Tomorrow I will tell you about the five little prayers I say over and over again as I hold each pose for five breaths.  My mantras.  One – Me.  Two – Us.  Three – Eldest Son.  Four – Second Son.  Five – Baby Girl.  These are my roots.  My family.  Myself.  My Life.

The Trees are Broken

Broken.
The trees are broken, splintered and torn
Raw and naked like when we were born
Up against a dark bright sky
Forever asking and wondering why
Why are we cold?
Why are we old?
When will the light unfold?
Standing in Sandy’s wake
The children are now at stake
The little seeds won’t bend and break
Only later when its too late
Sandy had another Hook
Down at the school by the brook
Ravaged her way down the halls and took
The lives of children reading books
Do we run or do we stay
What will make the pain go away
Of lost children who never will play
Again in the sand
We must make this demand
Stretch out your hand
To the one who needs compassion
A simple task the only action
The smallest gesture the best traction
In a world that has gotten so big that we are small
It is us who is left holding the ball.

Ten things about me (okay, eleven)

IMG_44791) I love music.  I love listening to all kinds of music and dancing to most.  This first thing I know about myself helps me resolve all the other things I know about myself.  I always feel better when I listen to music and definitely if it’s the type that makes me dance.

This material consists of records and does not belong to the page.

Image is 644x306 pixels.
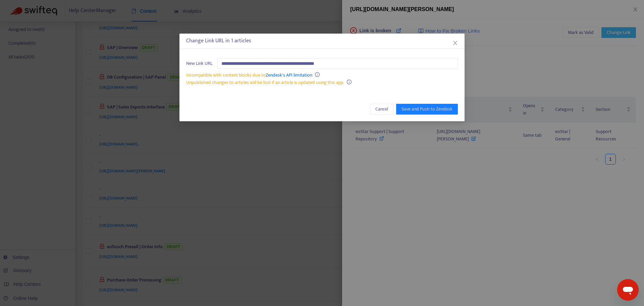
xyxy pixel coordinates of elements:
span: Cancel [376,105,388,113]
span: New Link URL [186,60,212,67]
span: info-circle [315,72,320,77]
div: Change Link URL in 1 articles [186,37,458,45]
iframe: Button to launch messaging window [617,279,639,300]
span: Unpublished changes to articles will be lost if an article is updated using this app. [186,79,344,86]
span: Incompatible with content blocks due to [186,71,312,79]
span: info-circle [347,80,352,84]
button: Save and Push to Zendesk [396,103,458,115]
button: Close [452,39,459,47]
button: Cancel [370,103,394,115]
span: close [453,41,458,45]
a: Zendesk's API limitation [266,71,312,79]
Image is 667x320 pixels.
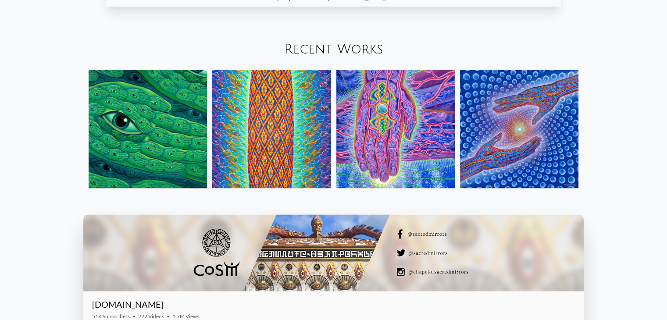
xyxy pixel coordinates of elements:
a: [DOMAIN_NAME] [92,299,164,310]
span: 222 Videos [138,313,164,320]
a: Recent Works [284,42,384,57]
span: 1.7M Views [172,313,199,320]
span: • [167,313,170,320]
span: • [133,313,136,320]
span: 51K Subscribers [92,313,130,320]
iframe: Subscribe to CoSM.TV on YouTube [378,303,575,313]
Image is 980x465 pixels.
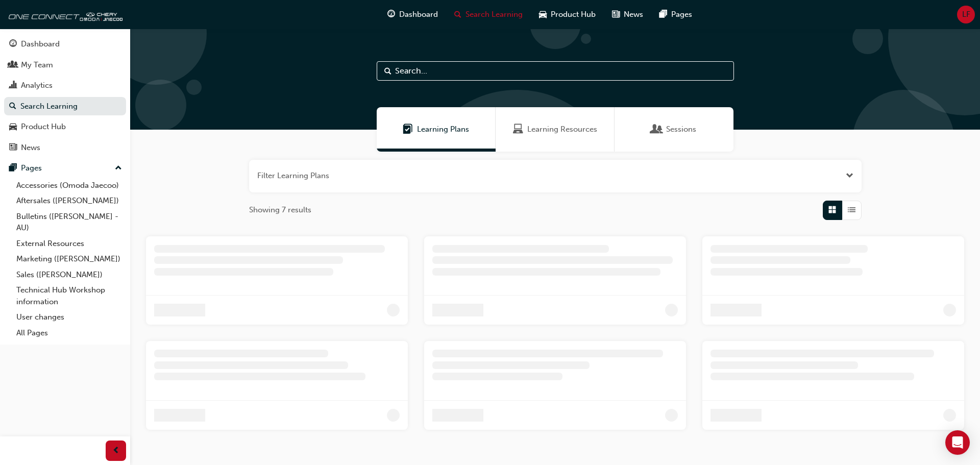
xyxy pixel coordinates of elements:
span: news-icon [612,8,620,21]
a: User changes [12,309,126,325]
a: Bulletins ([PERSON_NAME] - AU) [12,209,126,236]
a: news-iconNews [604,4,652,25]
div: Pages [21,163,42,174]
span: Sessions [652,124,662,135]
img: oneconnect [5,4,123,24]
div: News [21,142,40,153]
div: Open Intercom Messenger [946,431,970,455]
span: Learning Plans [417,124,469,135]
button: LF [957,5,975,24]
a: guage-iconDashboard [379,4,446,25]
a: My Team [4,56,126,75]
span: Product Hub [551,8,596,21]
span: car-icon [9,123,17,132]
a: Analytics [4,76,126,95]
a: search-iconSearch Learning [446,4,531,25]
input: Search... [377,61,734,81]
a: Learning PlansLearning Plans [377,107,495,152]
button: Pages [4,159,126,178]
a: All Pages [12,325,126,341]
a: Accessories (Omoda Jaecoo) [12,178,126,194]
span: prev-icon [112,445,120,457]
span: chart-icon [9,81,17,90]
button: Open the filter [846,170,853,182]
span: Showing 7 results [249,205,311,216]
a: SessionsSessions [614,107,733,152]
span: car-icon [539,8,546,21]
span: Dashboard [399,8,438,21]
a: Search Learning [4,97,126,116]
span: Grid [829,205,837,216]
button: DashboardMy TeamAnalyticsSearch LearningProduct HubNews [4,33,126,159]
a: Aftersales ([PERSON_NAME]) [12,193,126,209]
span: Search [385,66,392,77]
a: Product Hub [4,118,126,137]
a: Marketing ([PERSON_NAME]) [12,251,126,267]
span: Pages [672,8,692,21]
a: Sales ([PERSON_NAME]) [12,267,126,283]
span: LF [962,8,971,21]
span: up-icon [114,162,122,175]
span: pages-icon [659,8,667,21]
span: pages-icon [9,164,17,173]
span: List [848,205,856,216]
div: My Team [21,60,53,71]
div: Dashboard [21,38,60,50]
a: Learning ResourcesLearning Resources [495,107,614,152]
span: people-icon [9,61,17,70]
span: guage-icon [9,40,17,49]
span: Sessions [666,124,696,135]
span: search-icon [9,102,16,111]
a: Technical Hub Workshop information [12,283,126,309]
a: External Resources [12,236,126,252]
span: Search Learning [466,8,523,21]
a: News [4,138,126,157]
span: guage-icon [388,8,395,21]
span: Learning Resources [527,124,598,135]
a: pages-iconPages [652,4,701,25]
span: news-icon [9,144,17,153]
div: Analytics [21,79,53,92]
div: Product Hub [21,121,66,133]
a: Dashboard [4,34,126,53]
span: Learning Plans [403,124,413,135]
a: car-iconProduct Hub [531,4,604,25]
span: News [624,8,643,21]
span: search-icon [454,8,462,21]
span: Learning Resources [513,124,524,135]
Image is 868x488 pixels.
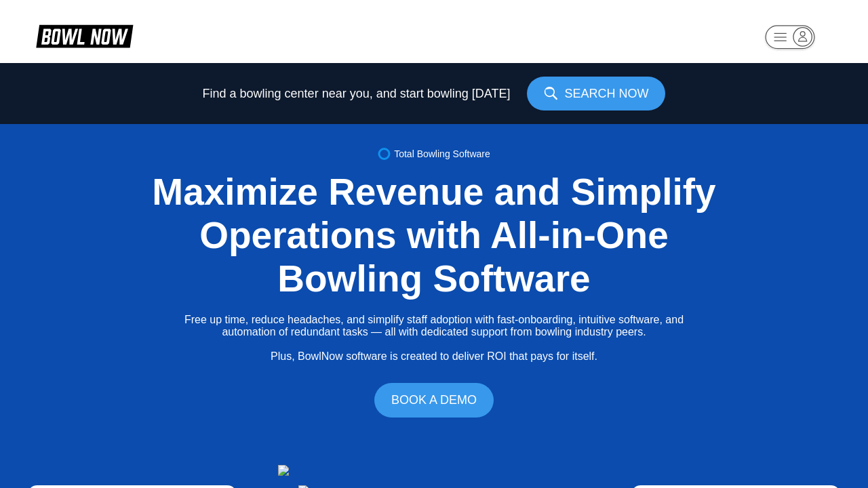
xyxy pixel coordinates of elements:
p: Free up time, reduce headaches, and simplify staff adoption with fast-onboarding, intuitive softw... [184,314,684,362]
div: Maximize Revenue and Simplify Operations with All-in-One Bowling Software [129,170,739,300]
span: Find a bowling center near you, and start bowling [DATE] [203,86,511,100]
a: SEARCH NOW [527,77,665,110]
span: Total Bowling Software [394,148,490,159]
a: BOOK A DEMO [374,382,493,418]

2) I am a terrible housekeeper.  I’ve come to grips with it recently.  Instead of beating myself up for it, I relish in all the time I haven’t wasted doing monotonous, meaningless, thankless chores required to keep a tidy house.  Instead of letting the chaos stress me, I am grateful when the day comes that it IS cleaned up (every two weeks when the housekeeper comes.)

3) I am eternally disorganized.  This relates back to #2.  Things don’t get tidied up and put away like I imagine they do in some other households.  Every other Tuesday the housekeeper comes.  I spend the entire morning putting stuff away on the first floor just so she can dust, mop, wipe, and vacuum the first floor when she arrives mid-day.  Then, I retreat upstairs to do the same for the rest of the afternoon until she makes her way to the second floor.  The whole day every other Tuesday is devoted to cleaning up.  I could keep doing it that way or I could tidy up every day.  Either way, it’s six in one, half dozen in the other.

4) I am nearly always 5 minutes late everywhere I go.  IMG_1781This goes back to #3.  I’m always searching for something in a sea of papers that I’m supposed to bring with me or a shirt to be returned after my appointment (that I am already late for) and I can’t find the shirt or the receipt.  Or, I attempt a quick tidy up in order to combat #2 or #3 quick so that when I come home later, I’m not faced with the utterly discouraging mess.

IMG_53515) I dream of living in an Airstream.  With a great sound system.  I won’t have to keep house (whoever heard of trailerkeeping?), be organized, or on-time.

6) I love the places where the land meets the sea.  These are mostly the places I will go to in my Airstream.

7) I am vigilant about the truth.  Music speaks the truth to me.  I will search in all the places where the land meets the sea in my Airstream for the truth, even if I’m late.  Even if the truth is messy.

8) I despise the word hate.  “All you need is love, love.  Love is all you need.” – John Lennon. There is no need for hate.  Ever.  “Darkness cannot drive out darkness, only light can do that.  Hate cannot drive out hate.  Only love can do that.”  – Martin Luther King Jr.

8a) Can I add another thing about myself?  I love quotes.  Quotes help us define our truths, drive out hatred, embrace acceptance and love unconditionally.

9) I love hugs.  Deep, heartfelt, loving, silent hugs. The kind that conveys all the words we use to try to describe love, which is indescribable and invisible.  I love hugs that make you feel the words “I love you” echoed in a whisper in the bottom of your soul.  Words that are of another world, residing in the silence of the embrace.

10) I love silence.  Even in music.  Claude Debussy once said, “music exists in the space between the notes.”  That’s where I like to live.  In the space between the notes, where music lives in silence, in dance, in chaos, in disorganization, or even in a beat that may arrive late and find it’s way to the back of the room in silence.